In sum – what to know:
France expansion – Alibaba Cloud has launched a new cloud region in Paris, adding two availability zones and expanding its European infrastructure footprint.
Sovereignty focus – The launch comes as European governments and enterprises place increasing emphasis on data sovereignty, local cloud capacity and regulatory compliance.
Global ambitions – The France deployment forms part of Alibaba’s broader international cloud expansion strategy, which includes major planned investments in global cloud and AI infrastructure.
Chinese company Alibaba Cloud has launched a new cloud region in France, expanding its European infrastructure footprint and adding another location to its growing global network.
The new region is located in Paris and consists of two availability zones.

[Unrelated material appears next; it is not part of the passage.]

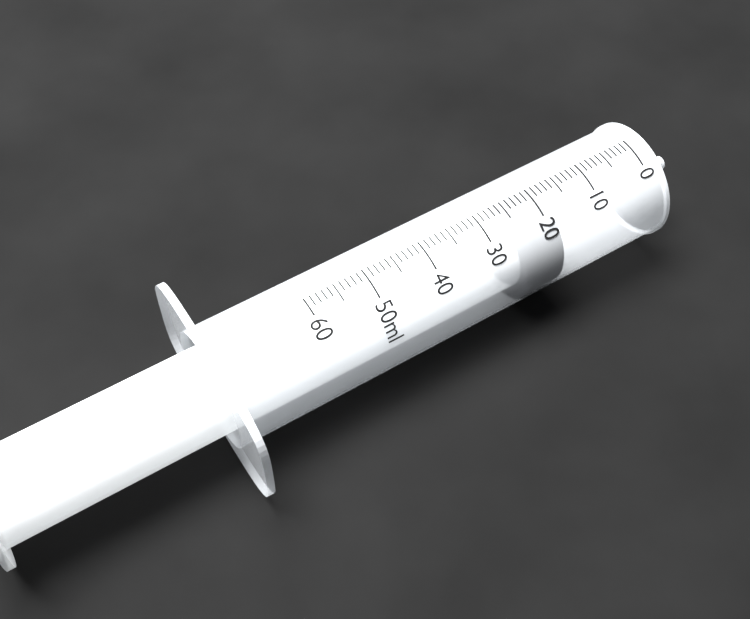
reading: 18 ml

With the addition of the France deployment, Alibaba Cloud now operates 105 availability zones across 32 regions worldwide.
According to the Chinese company, the new region has been designed to meet European requirements around data privacy and sovereignty while supporting compliance with regional regulations.
The launch comes as European businesses and policymakers place growing emphasis on digital sovereignty and local control of data. Demand for cloud services hosted within Europe has increased as organizations seek to comply with regional regulations and reduce dependence on foreign technology infrastructure.
Earlier this month, the European Commission unveiled its technology sovereignty package, aimed at strengthening the bloc’s position in artificial intelligence and safeguarding its digital independence. As part of that initiative, the proposed Cloud and AI Development Act identified limited data center capacity as a potential obstacle to Europe’s broader digital transformation ambitions.
“The expansion of our cloud infrastructure into France reinforces our ongoing commitment to empowering European businesses with sovereign, secure, and intelligent solutions,” said Feifei Li, CTO and president of international business at Alibaba Cloud.
“This expansion, alongside the introduction of our agentic AI services to Europe, aligns with our broader strategy to bring our full-stack AI+Cloud ecosystem to global customers as we enter the agentic era,” the executive added.
Alibaba Cloud did not disclose the data center operator hosting the new cloud region.
The company entered the European market in 2016 with a cloud deployment in Frankfurt, Germany. Alibaba Cloud subsequently expanded its German presence and launched cloud services in the U.K. in 2018 through facilities in London.
The France launch comes as Alibaba continues to invest heavily in global cloud infrastructure. In 2025, CEO Eddie Wu had said the company planned to invest approximately $52.7 billion to establish a unified global cloud network, with subsequent reports indicating the investment could increase to $69 billion.
Speaking during the company’s latest earnings call, Wu said Alibaba expects its data center requirements to expand significantly over the coming years due to AI adoption. “Essentially, I think if you compare where things were in the year 2022 before this explosive growth in AI models and what we expect to need in 2033, I think we’re talking about a ten times increase. We need ten times the amount of data center infrastructure compared to what we had in 2022.”
Alibaba Cloud has recently launched a new public cloud region in Johor, Malaysia, adding two data centers as it expands its infrastructure to meet increasing demand for cloud computing and artificial intelligence services in Southeast Asia.
The company said the new facilities provide a range of cloud services, including compute, storage, networking, databases, big data, and cloud-native capabilities. The launch increases Alibaba Cloud’s presence in Malaysia to five data centers, making it the company’s largest infrastructure footprint in Southeast Asia.
The company also plans to introduce a suite of agentic AI services in Malaysia during the second half of the year. The offerings are intended to support enterprises developing and managing AI agents while providing tools for security, operations and lifecycle management.